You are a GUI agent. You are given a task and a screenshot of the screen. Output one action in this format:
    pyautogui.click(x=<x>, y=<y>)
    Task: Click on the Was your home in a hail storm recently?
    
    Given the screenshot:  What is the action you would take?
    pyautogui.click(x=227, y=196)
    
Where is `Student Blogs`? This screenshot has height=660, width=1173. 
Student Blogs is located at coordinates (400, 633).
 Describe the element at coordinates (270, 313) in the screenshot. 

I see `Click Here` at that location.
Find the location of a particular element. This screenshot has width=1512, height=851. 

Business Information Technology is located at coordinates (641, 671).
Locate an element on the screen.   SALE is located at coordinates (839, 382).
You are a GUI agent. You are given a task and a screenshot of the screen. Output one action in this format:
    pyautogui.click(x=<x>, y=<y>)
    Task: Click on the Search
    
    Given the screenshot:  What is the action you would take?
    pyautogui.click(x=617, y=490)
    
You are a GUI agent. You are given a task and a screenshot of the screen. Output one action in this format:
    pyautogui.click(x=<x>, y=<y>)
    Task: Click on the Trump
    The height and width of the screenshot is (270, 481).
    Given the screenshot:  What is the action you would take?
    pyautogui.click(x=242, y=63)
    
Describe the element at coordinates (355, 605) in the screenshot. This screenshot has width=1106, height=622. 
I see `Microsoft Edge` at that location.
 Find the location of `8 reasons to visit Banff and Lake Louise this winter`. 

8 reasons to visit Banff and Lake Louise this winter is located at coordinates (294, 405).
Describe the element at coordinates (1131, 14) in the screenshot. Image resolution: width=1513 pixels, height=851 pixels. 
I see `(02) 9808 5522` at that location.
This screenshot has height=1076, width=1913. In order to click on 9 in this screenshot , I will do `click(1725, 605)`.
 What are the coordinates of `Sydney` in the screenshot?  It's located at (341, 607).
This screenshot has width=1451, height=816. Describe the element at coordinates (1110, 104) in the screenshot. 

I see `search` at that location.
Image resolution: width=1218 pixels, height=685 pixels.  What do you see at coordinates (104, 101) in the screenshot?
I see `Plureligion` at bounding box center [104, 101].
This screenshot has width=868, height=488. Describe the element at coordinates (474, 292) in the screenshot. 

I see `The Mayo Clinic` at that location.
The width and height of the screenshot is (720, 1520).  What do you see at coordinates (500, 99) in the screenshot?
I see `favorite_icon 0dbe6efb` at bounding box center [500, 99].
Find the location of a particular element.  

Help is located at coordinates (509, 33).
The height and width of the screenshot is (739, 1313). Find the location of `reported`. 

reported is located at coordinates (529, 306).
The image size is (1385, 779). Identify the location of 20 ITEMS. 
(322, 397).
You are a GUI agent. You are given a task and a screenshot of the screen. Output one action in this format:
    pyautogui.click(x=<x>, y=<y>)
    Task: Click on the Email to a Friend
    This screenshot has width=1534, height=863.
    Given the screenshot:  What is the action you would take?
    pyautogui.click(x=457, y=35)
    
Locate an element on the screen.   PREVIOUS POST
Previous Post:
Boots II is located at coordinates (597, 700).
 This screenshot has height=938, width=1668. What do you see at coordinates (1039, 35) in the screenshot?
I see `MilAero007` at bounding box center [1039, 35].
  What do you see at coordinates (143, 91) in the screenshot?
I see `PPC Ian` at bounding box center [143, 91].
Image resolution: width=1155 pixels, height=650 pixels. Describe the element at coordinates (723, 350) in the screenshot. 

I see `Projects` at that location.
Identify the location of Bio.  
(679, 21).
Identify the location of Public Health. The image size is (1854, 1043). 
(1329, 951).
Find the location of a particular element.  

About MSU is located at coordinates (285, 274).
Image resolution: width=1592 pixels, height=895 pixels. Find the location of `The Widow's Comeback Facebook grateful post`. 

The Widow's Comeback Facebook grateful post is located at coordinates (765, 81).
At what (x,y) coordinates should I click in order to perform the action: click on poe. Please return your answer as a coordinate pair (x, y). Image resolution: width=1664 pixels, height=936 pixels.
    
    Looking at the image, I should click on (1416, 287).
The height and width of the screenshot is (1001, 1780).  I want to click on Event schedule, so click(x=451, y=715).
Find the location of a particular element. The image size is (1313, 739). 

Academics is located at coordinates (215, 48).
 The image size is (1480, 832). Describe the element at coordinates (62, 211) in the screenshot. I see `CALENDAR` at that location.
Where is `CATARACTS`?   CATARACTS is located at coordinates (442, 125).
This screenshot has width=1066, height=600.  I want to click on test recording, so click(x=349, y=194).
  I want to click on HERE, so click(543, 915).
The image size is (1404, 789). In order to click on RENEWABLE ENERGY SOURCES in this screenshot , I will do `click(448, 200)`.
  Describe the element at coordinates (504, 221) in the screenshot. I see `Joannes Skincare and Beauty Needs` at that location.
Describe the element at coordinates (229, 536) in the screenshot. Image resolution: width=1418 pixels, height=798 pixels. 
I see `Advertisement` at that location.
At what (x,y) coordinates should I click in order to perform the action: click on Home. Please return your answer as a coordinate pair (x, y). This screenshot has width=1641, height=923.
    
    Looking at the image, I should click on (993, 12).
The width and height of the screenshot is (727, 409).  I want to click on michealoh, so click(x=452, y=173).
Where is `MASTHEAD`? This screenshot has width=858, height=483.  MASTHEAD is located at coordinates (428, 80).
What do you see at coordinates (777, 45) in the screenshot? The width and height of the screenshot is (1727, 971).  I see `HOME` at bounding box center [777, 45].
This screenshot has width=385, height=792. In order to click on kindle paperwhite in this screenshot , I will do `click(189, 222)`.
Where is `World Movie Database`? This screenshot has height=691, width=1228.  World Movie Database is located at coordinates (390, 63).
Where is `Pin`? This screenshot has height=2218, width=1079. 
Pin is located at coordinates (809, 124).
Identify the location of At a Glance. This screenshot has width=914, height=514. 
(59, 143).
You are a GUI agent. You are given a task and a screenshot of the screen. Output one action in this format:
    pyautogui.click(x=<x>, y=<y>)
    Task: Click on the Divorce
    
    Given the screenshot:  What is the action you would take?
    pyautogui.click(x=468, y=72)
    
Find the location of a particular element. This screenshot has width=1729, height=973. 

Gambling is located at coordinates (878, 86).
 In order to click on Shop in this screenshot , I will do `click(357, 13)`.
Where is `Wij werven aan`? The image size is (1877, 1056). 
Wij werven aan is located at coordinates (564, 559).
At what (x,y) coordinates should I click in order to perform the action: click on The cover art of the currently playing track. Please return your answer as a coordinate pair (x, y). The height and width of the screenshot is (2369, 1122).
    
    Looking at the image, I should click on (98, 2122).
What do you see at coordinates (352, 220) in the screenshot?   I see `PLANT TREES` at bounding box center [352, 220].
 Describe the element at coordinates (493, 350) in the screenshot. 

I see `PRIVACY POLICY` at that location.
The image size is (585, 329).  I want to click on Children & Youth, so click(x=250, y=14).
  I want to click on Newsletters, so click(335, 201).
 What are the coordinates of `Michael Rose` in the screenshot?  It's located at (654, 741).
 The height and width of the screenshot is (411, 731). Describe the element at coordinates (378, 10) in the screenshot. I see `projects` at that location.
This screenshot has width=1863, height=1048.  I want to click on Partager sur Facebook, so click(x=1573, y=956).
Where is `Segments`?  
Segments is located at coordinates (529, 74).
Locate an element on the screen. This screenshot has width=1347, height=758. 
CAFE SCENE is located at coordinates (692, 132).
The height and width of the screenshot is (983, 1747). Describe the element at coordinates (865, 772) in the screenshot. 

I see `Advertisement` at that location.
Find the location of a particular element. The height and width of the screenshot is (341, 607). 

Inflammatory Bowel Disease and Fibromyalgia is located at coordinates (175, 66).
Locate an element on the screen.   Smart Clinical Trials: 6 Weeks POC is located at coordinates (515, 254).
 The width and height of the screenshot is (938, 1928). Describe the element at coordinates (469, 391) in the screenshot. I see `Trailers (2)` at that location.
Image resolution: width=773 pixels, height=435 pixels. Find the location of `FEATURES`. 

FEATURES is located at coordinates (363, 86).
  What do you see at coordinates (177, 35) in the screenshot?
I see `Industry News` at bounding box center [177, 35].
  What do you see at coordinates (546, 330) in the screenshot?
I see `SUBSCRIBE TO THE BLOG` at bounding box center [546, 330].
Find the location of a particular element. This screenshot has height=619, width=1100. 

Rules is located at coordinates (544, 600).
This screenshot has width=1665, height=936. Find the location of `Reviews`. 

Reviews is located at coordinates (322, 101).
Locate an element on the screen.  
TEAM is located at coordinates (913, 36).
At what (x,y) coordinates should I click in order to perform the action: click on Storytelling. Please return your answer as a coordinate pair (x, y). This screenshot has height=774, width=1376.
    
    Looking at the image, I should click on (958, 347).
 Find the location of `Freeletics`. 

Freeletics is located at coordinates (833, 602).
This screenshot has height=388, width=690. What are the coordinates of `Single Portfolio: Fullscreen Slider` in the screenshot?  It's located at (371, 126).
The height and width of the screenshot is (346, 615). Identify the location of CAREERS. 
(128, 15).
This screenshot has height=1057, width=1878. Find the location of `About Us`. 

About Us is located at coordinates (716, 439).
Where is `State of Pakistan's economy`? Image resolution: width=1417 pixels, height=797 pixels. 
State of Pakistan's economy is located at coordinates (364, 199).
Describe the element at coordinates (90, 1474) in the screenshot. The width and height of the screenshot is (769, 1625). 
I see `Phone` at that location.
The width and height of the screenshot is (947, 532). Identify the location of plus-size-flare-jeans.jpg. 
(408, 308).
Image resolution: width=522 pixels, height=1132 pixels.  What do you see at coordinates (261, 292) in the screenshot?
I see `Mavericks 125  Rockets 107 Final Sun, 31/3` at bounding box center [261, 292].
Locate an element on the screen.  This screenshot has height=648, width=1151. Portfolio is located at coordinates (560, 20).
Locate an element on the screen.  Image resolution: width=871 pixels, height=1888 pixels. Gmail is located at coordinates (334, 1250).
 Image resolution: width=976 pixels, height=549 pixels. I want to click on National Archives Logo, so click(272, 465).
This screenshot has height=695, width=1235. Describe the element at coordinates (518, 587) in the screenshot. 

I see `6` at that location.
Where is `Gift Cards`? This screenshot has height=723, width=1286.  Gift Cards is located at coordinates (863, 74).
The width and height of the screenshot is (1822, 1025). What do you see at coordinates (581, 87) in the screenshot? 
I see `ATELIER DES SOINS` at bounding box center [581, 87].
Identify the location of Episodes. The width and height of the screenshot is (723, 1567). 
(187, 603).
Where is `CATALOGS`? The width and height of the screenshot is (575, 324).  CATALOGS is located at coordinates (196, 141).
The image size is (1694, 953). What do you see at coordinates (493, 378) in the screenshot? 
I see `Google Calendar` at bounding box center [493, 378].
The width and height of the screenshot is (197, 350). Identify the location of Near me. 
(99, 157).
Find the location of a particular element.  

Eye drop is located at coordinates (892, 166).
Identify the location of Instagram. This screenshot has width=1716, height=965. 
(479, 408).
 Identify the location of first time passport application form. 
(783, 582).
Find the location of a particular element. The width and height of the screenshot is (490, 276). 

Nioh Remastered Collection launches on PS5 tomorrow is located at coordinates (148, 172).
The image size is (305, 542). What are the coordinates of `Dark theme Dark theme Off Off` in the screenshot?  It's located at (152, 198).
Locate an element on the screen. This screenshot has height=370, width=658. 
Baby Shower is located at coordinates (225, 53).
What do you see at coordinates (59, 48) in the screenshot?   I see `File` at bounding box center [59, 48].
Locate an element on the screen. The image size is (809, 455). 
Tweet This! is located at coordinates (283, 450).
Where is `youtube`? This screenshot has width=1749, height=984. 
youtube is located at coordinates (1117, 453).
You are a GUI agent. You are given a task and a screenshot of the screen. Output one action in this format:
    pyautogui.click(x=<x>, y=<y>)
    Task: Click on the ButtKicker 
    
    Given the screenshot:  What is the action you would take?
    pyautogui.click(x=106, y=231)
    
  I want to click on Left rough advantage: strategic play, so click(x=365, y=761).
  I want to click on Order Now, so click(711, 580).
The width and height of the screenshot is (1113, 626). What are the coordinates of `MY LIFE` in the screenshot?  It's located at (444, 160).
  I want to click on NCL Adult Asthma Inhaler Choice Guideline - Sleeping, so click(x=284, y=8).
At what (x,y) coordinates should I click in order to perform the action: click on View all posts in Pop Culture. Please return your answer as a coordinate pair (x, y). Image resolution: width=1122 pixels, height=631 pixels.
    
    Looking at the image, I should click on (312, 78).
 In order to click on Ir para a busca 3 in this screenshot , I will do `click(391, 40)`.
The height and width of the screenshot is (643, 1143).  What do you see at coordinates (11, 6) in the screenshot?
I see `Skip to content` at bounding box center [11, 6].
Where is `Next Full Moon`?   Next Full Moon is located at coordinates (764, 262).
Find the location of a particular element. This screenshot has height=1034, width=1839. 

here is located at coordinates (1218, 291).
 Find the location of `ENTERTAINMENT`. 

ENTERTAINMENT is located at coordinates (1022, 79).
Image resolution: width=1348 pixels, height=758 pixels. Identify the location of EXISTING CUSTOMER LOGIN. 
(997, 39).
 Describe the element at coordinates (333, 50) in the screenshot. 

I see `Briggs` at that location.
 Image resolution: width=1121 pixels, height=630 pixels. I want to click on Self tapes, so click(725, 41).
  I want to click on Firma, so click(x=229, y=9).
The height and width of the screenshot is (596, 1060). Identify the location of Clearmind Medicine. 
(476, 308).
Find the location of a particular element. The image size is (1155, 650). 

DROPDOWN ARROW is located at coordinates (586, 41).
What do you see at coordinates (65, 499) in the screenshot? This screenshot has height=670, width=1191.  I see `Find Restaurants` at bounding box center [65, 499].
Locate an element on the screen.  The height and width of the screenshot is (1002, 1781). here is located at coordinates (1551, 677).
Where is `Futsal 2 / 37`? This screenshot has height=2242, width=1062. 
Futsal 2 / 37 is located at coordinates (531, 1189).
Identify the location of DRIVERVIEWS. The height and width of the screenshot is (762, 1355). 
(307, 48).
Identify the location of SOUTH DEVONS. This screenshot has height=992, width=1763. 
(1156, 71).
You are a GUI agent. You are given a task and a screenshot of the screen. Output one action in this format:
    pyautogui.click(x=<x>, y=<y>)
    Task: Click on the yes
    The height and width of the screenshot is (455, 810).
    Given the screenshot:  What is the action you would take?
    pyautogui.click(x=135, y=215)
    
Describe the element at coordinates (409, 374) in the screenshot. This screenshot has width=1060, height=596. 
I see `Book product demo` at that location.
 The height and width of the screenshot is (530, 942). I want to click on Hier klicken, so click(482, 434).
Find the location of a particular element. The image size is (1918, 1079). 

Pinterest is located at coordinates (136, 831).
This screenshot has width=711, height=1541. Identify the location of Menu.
____
Task description: All lines of the entries containing the string "Portfolio" must be shown in full.

Response to this task:
This screenshot has height=388, width=690. What are the coordinates of `Single Portfolio: Fullscreen Slider` in the screenshot?  It's located at (371, 126).
Locate an element on the screen.  This screenshot has height=648, width=1151. Portfolio is located at coordinates (560, 20).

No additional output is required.